In recognition of a deficit in the existing constitution, which fails to stipulate that the indigenous Aboriginal and Torres Strait Islander peoples, today recognized as the First Peoples of Australia, should be included as among the people of the Commonwealth that the constitution’s Proclamation of Commonwealth identifies:

Had the Act begun with these words, it still may not have passed, but it would have at least been true.

Following the opening statement, the Act explains itself, what its purpose is and what it will do. Point one orders “there shall be a body, to be called the Aboriginal and Torres Strait Islander Voice.” This point would have felt less disingenuous if it had identified “the body” in question as an advisory group or a Council of Aboriginal and Torres Strait Islander peoples. Calling it a “Voice” is more kitsch than constitution, which diminishes the dignity of the Act and calls into question the maturity of the parliamentarians responsible for it. Had they been able to, they probably would have included saying it with a rising terminal intonation. Furthermore, nowhere else in the Constitution of Australia does the wording resort to metaphors or similes, such as calling the people a mob or how they represent themselves a cooee. The only voice the constitution has is its own unadorned legal-speak.

Thus, a truer, that is, less questionable phrasing for the first point would have been: Parliament shall establish a body called the Council of Aboriginal and Torres Strait Islander Peoples, hereafter referred to as the Council. Of course, the Council might later have adopted, like every other governmental body, its own acronym, CATSIP. Nevertheless, simply calling it The Council in the Act would have elevated it to the level of eminence such a body certainly deserves.

Point two of the Act pompously gives the Council permission “to make representations [to the Government] on matters relating to Aboriginal and Torres Strait Islander peoples.” Ironically, this narrow proffer renders the whole Act absurdly paradoxical. Not only is it antithetical to its purpose but also an insult to the spirit of reconciliation out of which it grew. The purpose of the Act was to establish an advice Council to the Government composed of Aboriginal and Torres Strait Islander Peoples as equal members of the Australian socio-political environment. In other words, the Council should have been able to make representations to the Government from the perspective of the Aboriginal and Torres Strait Islander peoples on matters relating to the advancement of the Commonwealth of Australia as a whole, not just on matters relating to Aboriginal and Torres Strait Islander peoples, themselves, as outsiders. Restricting their representations to matters concerning only themselves effectively marginalizes the Council in the Government the same way Australia has always marginalized the lives of Aboriginal and Torres Strait Islander Peoples in society. In addition, this limitation on what matters implies that Aboriginals and Torres Strait Islanders only care about those things that directly concern them and not everyone else in Australia, matters such as the economy, foreign policy, technology, and equal rights for all people. When you invite people to join a noble government undertaking, which the Act is, you do it because you respect what they will bring to the whole nation and the advance Australians sing about. This Constitution Alteration Act would have done just the opposite, it would have altered nothing by putting a cheap patch on a proverbial old hole.

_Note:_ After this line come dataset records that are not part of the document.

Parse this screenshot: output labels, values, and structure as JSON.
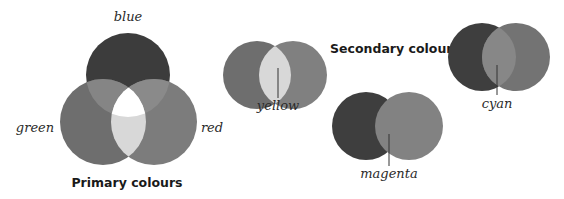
{
  "primary": {
    "title": "Primary colours",
    "labels": {
      "blue": "blue",
      "green": "green",
      "red": "red"
    },
    "colors": {
      "blue": "#3c3c3c",
      "green": "#6e6e6e",
      "red": "#7c7c7c",
      "blue_green": "#858585",
      "blue_red": "#8a8a8a",
      "green_red": "#d8d8d8",
      "white": "#ffffff"
    }
  },
  "secondary": {
    "title": "Secondary colours",
    "yellow": {
      "label": "yellow",
      "left": "#6e6e6e",
      "right": "#808080",
      "overlap": "#d8d8d8"
    },
    "cyan": {
      "label": "cyan",
      "left": "#3e3e3e",
      "right": "#737373",
      "overlap": "#878787"
    },
    "magenta": {
      "label": "magenta",
      "left": "#3e3e3e",
      "right": "#828282",
      "overlap": "#828282"
    }
  }
}
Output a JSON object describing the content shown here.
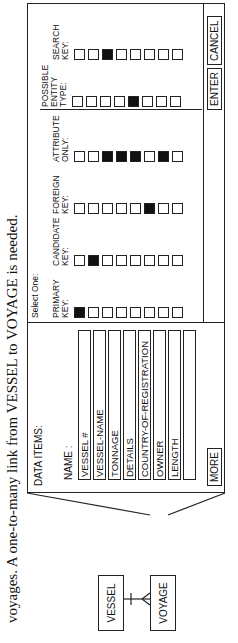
{
  "caption": "voyages. A one-to-many link from VESSEL to VOYAGE is needed.",
  "er_diagram": {
    "entities": [
      "VESSEL",
      "VOYAGE"
    ],
    "relationship": "one-to-many",
    "from": "VESSEL",
    "to": "VOYAGE"
  },
  "panel": {
    "data_items_title": "DATA ITEMS:",
    "name_label": "NAME :",
    "names": [
      "VESSEL #",
      "VESSEL-NAME",
      "TONNAGE",
      "DETAILS",
      "COUNTRY-OF-REGISTRATION",
      "OWNER",
      "LENGTH",
      ""
    ],
    "more_button": "MORE",
    "select_label": "Select One:",
    "columns": [
      {
        "label_1": "PRIMARY",
        "label_2": "KEY:",
        "label_3": "",
        "checked": [
          0
        ]
      },
      {
        "label_1": "CANDIDATE",
        "label_2": "KEY:",
        "label_3": "",
        "checked": [
          1
        ]
      },
      {
        "label_1": "FOREIGN",
        "label_2": "KEY:",
        "label_3": "",
        "checked": [
          5
        ]
      },
      {
        "label_1": "ATTRIBUTE",
        "label_2": "ONLY:",
        "label_3": "",
        "checked": [
          2,
          3,
          4,
          6
        ]
      },
      {
        "label_1": "POSSIBLE",
        "label_2": "ENTITY",
        "label_3": "TYPE:",
        "checked": [
          4
        ]
      },
      {
        "label_1": "SEARCH",
        "label_2": "KEY:",
        "label_3": "",
        "checked": [
          2
        ]
      }
    ],
    "enter_button": "ENTER",
    "cancel_button": "CANCEL"
  }
}
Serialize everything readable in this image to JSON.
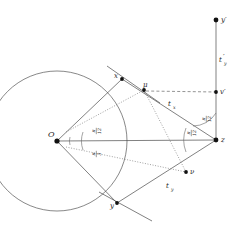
{
  "figure": {
    "background_color": "#ffffff",
    "line_color": "#4a4a4a",
    "point_color": "#111111"
  },
  "points": [
    {
      "id": "O",
      "label": "O",
      "x": 57,
      "y": 141,
      "label_dx": -9,
      "label_dy": -4
    },
    {
      "id": "x",
      "label": "x",
      "x": 122,
      "y": 79,
      "label_dx": -8,
      "label_dy": -1
    },
    {
      "id": "y",
      "label": "y",
      "x": 117,
      "y": 203,
      "label_dx": -7,
      "label_dy": 5
    },
    {
      "id": "mu",
      "label": "μ",
      "x": 144,
      "y": 90,
      "label_dx": -1,
      "label_dy": -3
    },
    {
      "id": "nu",
      "label": "ν",
      "x": 186,
      "y": 172,
      "label_dx": 4,
      "label_dy": 2
    },
    {
      "id": "z",
      "label": "z",
      "x": 216,
      "y": 140,
      "label_dx": 5,
      "label_dy": 2
    },
    {
      "id": "vprime",
      "label": "v′",
      "x": 216,
      "y": 92,
      "label_dx": 4,
      "label_dy": 2
    },
    {
      "id": "yprime",
      "label": "y′",
      "x": 216,
      "y": 20,
      "label_dx": 5,
      "label_dy": 2
    }
  ],
  "segment_labels": [
    {
      "id": "t_x",
      "base": "t",
      "sub": "x",
      "prime": false,
      "x": 172,
      "y": 104
    },
    {
      "id": "t_y",
      "base": "t",
      "sub": "y",
      "prime": false,
      "x": 170,
      "y": 186
    },
    {
      "id": "t_y_prime",
      "base": "t",
      "sub": "y",
      "prime": true,
      "x": 222,
      "y": 61
    }
  ],
  "angle_labels": [
    {
      "id": "angle-O-upper",
      "numerator": "π",
      "denominator": "12",
      "x": 98,
      "y": 131
    },
    {
      "id": "angle-O-lower",
      "numerator": "π",
      "denominator": "3",
      "x": 98,
      "y": 152
    },
    {
      "id": "angle-z-upper",
      "numerator": "π",
      "denominator": "12",
      "x": 206,
      "y": 119
    },
    {
      "id": "angle-z-lower",
      "numerator": "π",
      "denominator": "12",
      "x": 193,
      "y": 134
    }
  ],
  "circle": {
    "id": "main-circle",
    "center_x": 57,
    "center_y": 141,
    "radius": 70
  }
}
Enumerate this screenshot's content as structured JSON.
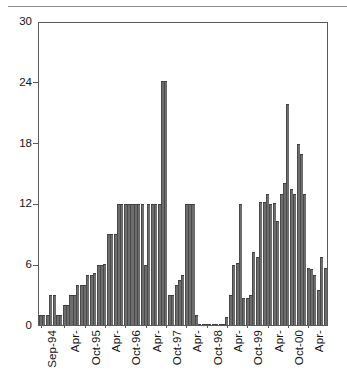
{
  "figure": {
    "name": "monthly-bar-chart",
    "background_color": "#ffffff",
    "bar_color": "#6d6d6d",
    "axis_color": "#5a5a5a",
    "text_color": "#151515",
    "divider_label": "page-divider-rule"
  },
  "chart_data": {
    "type": "bar",
    "title": "",
    "subtitle": "",
    "xlabel": "",
    "ylabel": "",
    "ylim": [
      0,
      30
    ],
    "yticks": [
      0,
      6,
      12,
      18,
      24,
      30
    ],
    "ytick_labels": [
      "0",
      "6",
      "12",
      "18",
      "24",
      "30"
    ],
    "grid": false,
    "legend": null,
    "legend_position": "none",
    "xtick_labels": [
      "Sep-94",
      "Apr-",
      "Oct-95",
      "Apr-",
      "Oct-96",
      "Apr-",
      "Oct-97",
      "Apr-",
      "Oct-98",
      "Apr-",
      "Oct-99",
      "Apr-",
      "Oct-00",
      "Apr-"
    ],
    "xtick_positions": [
      0,
      7,
      13,
      19,
      25,
      31,
      37,
      43,
      49,
      55,
      61,
      67,
      73,
      79
    ],
    "categories": [
      "Sep-94",
      "Oct-94",
      "Nov-94",
      "Dec-94",
      "Jan-95",
      "Feb-95",
      "Mar-95",
      "Apr-95",
      "May-95",
      "Jun-95",
      "Jul-95",
      "Aug-95",
      "Sep-95",
      "Oct-95",
      "Nov-95",
      "Dec-95",
      "Jan-96",
      "Feb-96",
      "Mar-96",
      "Apr-96",
      "May-96",
      "Jun-96",
      "Jul-96",
      "Aug-96",
      "Sep-96",
      "Oct-96",
      "Nov-96",
      "Dec-96",
      "Jan-97",
      "Feb-97",
      "Mar-97",
      "Apr-97",
      "May-97",
      "Jun-97",
      "Jul-97",
      "Aug-97",
      "Sep-97",
      "Oct-97",
      "Nov-97",
      "Dec-97",
      "Jan-98",
      "Feb-98",
      "Mar-98",
      "Apr-98",
      "May-98",
      "Jun-98",
      "Jul-98",
      "Aug-98",
      "Sep-98",
      "Oct-98",
      "Nov-98",
      "Dec-98",
      "Jan-99",
      "Feb-99",
      "Mar-99",
      "Apr-99",
      "May-99",
      "Jun-99",
      "Jul-99",
      "Aug-99",
      "Sep-99",
      "Oct-99",
      "Nov-99",
      "Dec-99",
      "Jan-00",
      "Feb-00",
      "Mar-00",
      "Apr-00",
      "May-00",
      "Jun-00",
      "Jul-00",
      "Aug-00",
      "Sep-00",
      "Oct-00",
      "Nov-00",
      "Dec-00",
      "Jan-01",
      "Feb-01",
      "Mar-01",
      "Apr-01",
      "May-01",
      "Jun-01",
      "Jul-01",
      "Aug-01",
      "Sep-01"
    ],
    "values": [
      1.0,
      1.0,
      1.0,
      3.0,
      3.0,
      1.0,
      1.0,
      2.0,
      2.0,
      3.0,
      3.0,
      4.0,
      4.0,
      4.0,
      5.0,
      5.0,
      5.2,
      6.0,
      6.0,
      6.1,
      9.0,
      9.0,
      9.0,
      12.0,
      12.0,
      12.0,
      12.0,
      12.0,
      12.0,
      12.0,
      12.0,
      6.0,
      12.0,
      12.0,
      12.0,
      12.0,
      24.2,
      24.2,
      3.0,
      3.0,
      4.0,
      4.5,
      5.0,
      12.0,
      12.0,
      12.0,
      1.0,
      0.1,
      0.1,
      0.1,
      0.1,
      0.1,
      0.1,
      0.1,
      0.1,
      0.8,
      3.0,
      6.0,
      6.2,
      12.0,
      2.7,
      2.7,
      3.0,
      7.3,
      6.8,
      12.2,
      12.2,
      13.0,
      12.0,
      12.1,
      10.3,
      13.0,
      14.1,
      22.0,
      13.5,
      13.0,
      18.0,
      17.0,
      13.0,
      5.7,
      5.6,
      5.0,
      3.5,
      6.8,
      5.7
    ],
    "peak_annotations": [
      {
        "category": "Oct-97",
        "value": 24.2
      },
      {
        "category": "Oct-00",
        "value": 22.0
      },
      {
        "category": "Jan-01",
        "value": 18.0
      }
    ]
  }
}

If point two was an absurd paradox, point three is reprehensible ridicule. It gave the Parliament total control over the Council, “including its composition, functions, powers and procedures.” In other words, the Act invited the Aboriginal and Torres Strait Islander peoples to have a Constitutionally certified “Voice” in the Australian government so that the latter, a democratically elected body, can autocratically stifle it by continuing to tell them legally who they are, what they can and cannot do, and how they are to (not) do it. So, what else is new?